Wednesday, 5 March 2025

Butterfly debut

Penny and I and a friend saw our first butterfly of the year yesterday, a very early Brimstone flying happily round in the sunshine which has been making the last week extremely delightful The nights are still frosty and by evening the garden gets really chilly. But from midday until teatime, the sun has actually been uninterrupted and hot.

We all agreed that seeing a Brimstone so early (last year's first wasn't until mid-March) meant good luck for at least a year and probably five. We'd just been to a seminar on mediaeval women at Wolfson College (yes, Oxford is good for the ageing brain) and our superstition seemed perfectly reasonable alongside many of theirs.

Actually, Googling such things suggests that if your first butterfly of the year is white, that means good luck, while a yellow one such as the Brimstone portends lots of sunny weather. I am happy with either belief, or consequence, but in my lifetime, the first butterfly I've seen has almost invariably been a Brimstone and indeed this is often said to be the source of the word 'butterfly' - the butter-coloured fly which is so closely associated with the coming of Spring.

One perhaps more interesting story which pops up when you research Brimsones is the famous fake example, shown above. This was brought to the English butterfly expert James Petiver in 1702 by one of his usually reliable contacts, a William Charlton who sadly died later that year. It was declared to be a new species by Linnaeus himself and named Papilio ecclipsis on account of the two sickle moons and recorded in the 12th edition of Systema Naturae in 1767.

The fake - a watercolour by another 18th century butterfly expert, William Jones

Nearly 30 years later, however, the great man's disciple Fabricius looked at the specimen and realised that it was a fake, a standard Brimstone with the black blotches, moons and other delicate markings painted on. It was clearly done very skilfully but the evidence does not survive; the keeper of Natural Curiosities at the British Museum where the insect was by now stored was so angry that he stamped the poor, flimsy little hoax into pieces.  

Two replicas were later created (one in my first pic) and may still be seen at the Linnaean Society in London, a nice acknowledgment that even the greatest of natural history classifiers could go wrong. Otherwise we have to be content with the normal Brimstone, which is very common but still exquisite butterfly, or the lovely Continental species Cleopatra which has vivid orange colouring on its forewings.


This butterfly excitement hasn't diverted me from moths; rather, it prompted me to put out the trap last night for the first time in weeks.  The frost came but so did a solitary visitor and an appropriate one: the March Moth shown here. My first moth of the year on the same day as my first butterfly! What has fate in store?

Sunday, 12 January 2025

Proving a negative

Happy New Year belatedly and I hope that you had a lovely Christmas, quiet or fun-filled according to your preference. We've had a happy time with the grandchildren and plenty of peace and quiet in between. Lots of good long Winter walks and bike rides too.

We even managed to stir ourselves in the current very cold weather and were rewarded today by sights such as this display of 'Puddle Icicles', a beautiful little micro landscape caused by cars splashing water on to the verge from a puddle, on an otherwise unremarkable stretch of road.


The fields immediately around our house meanwhile look like this, below, cold as cold can be, very still and quiet and misty too. Not the ideal circumstances for moths nor indeed moth trappers. However, driving back from Worcester two nights ago, when the dashboard said that the temperature outside the car was -3.5 degrees, we saw a moth flutter in the headlights.


Ever the optimist, I was persuaded by this to light the lamp when we got home, keeping my fingers crossed that the intense cold wouldn't do something nasty to the mercury vapour lightbulb.  Here's the trap awaiting visitors. Did they arrive?


No, they did not. In the morning, the bulb was fine but the cowl had a thick rime of frost and the lawn all around was crunchy with thick ice.



The eggboxes were empty of all forms of life, not even the tiny flies which appear on almost every other day of the year.  I will have another go in a couple of days' time when the weather may have crept back up to nine or ten degrees during the day and well above freezing at night. Meanwhile, I am having a look back at the year and hoping to compare my rather unscientific results with the much better-organised ones of Dave Wilton and the other ever-helpful contributors to my rod and staff, the Upper Thames Moths blog.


◆ WORK ITEM ◆
The word to find is "gate". Copy each line of the material that contains it.
>>>
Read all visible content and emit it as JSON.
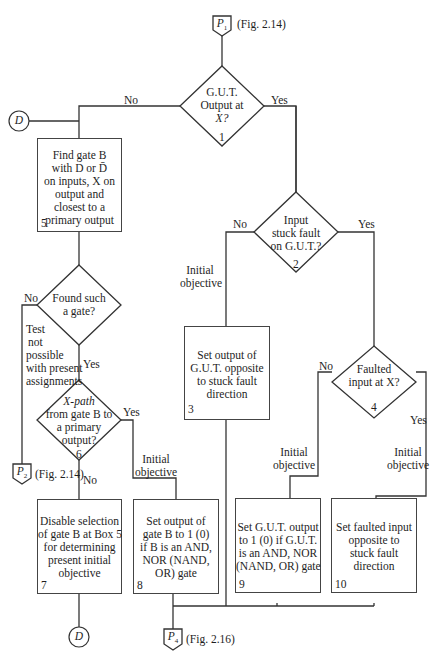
{
  "connectors": {
    "p1": {
      "label": "P",
      "sub": "1",
      "ref": "(Fig. 2.14)"
    },
    "p2": {
      "label": "P",
      "sub": "2",
      "ref": "(Fig. 2.14)"
    },
    "p4": {
      "label": "P",
      "sub": "4",
      "ref": "(Fig. 2.16)"
    },
    "d_top": {
      "label": "D"
    },
    "d_bottom": {
      "label": "D"
    }
  },
  "decisions": {
    "d1": {
      "lines": [
        "G.U.T.",
        "Output at",
        "X?"
      ],
      "number": "1",
      "no": "No",
      "yes": "Yes"
    },
    "d2": {
      "lines": [
        "Input",
        "stuck fault",
        "on G.U.T.?"
      ],
      "number": "2",
      "no": "No",
      "yes": "Yes"
    },
    "d4": {
      "lines": [
        "Faulted",
        "input at X?"
      ],
      "number": "4",
      "no": "No",
      "yes": "Yes"
    },
    "found": {
      "lines": [
        "Found such",
        "a gate?"
      ],
      "no": "No",
      "yes": "Yes"
    },
    "d6": {
      "lines": [
        "X-path",
        "from gate B to",
        "a primary",
        "output?"
      ],
      "number": "6",
      "no": "No",
      "yes": "Yes"
    }
  },
  "boxes": {
    "b3": {
      "lines": [
        "Set output of",
        "G.U.T. opposite",
        "to stuck fault",
        "direction"
      ],
      "number": "3"
    },
    "b5": {
      "lines": [
        "Find gate B",
        "with D or D̄",
        "on inputs, X on",
        "output and",
        "closest to a",
        "primary output"
      ],
      "number": "5"
    },
    "b7": {
      "lines": [
        "Disable selection",
        "of gate B at Box 5",
        "for determining",
        "present initial",
        "objective"
      ],
      "number": "7"
    },
    "b8": {
      "lines": [
        "Set output of",
        "gate B to  1 (0)",
        "if B is an AND,",
        "NOR (NAND,",
        "OR) gate"
      ],
      "number": "8"
    },
    "b9": {
      "lines": [
        "Set G.U.T. output",
        "to 1 (0) if G.U.T.",
        "is an AND, NOR",
        "(NAND, OR) gate"
      ],
      "number": "9"
    },
    "b10": {
      "lines": [
        "Set faulted input",
        "opposite to",
        "stuck fault",
        "direction"
      ],
      "number": "10"
    }
  },
  "annotations": {
    "initial_objective": [
      "Initial",
      "objective"
    ],
    "test_not_possible": [
      "Test",
      "not",
      "possible",
      "with present",
      "assignments"
    ]
  }
}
<<<
◆ PROBLEM SOLUTION ◆
        "a gate?"
        "from gate B to",
        "Find gate B",
        "of gate B at Box 5",
        "gate B to  1 (0)",
        "OR) gate"
        "(NAND, OR) gate"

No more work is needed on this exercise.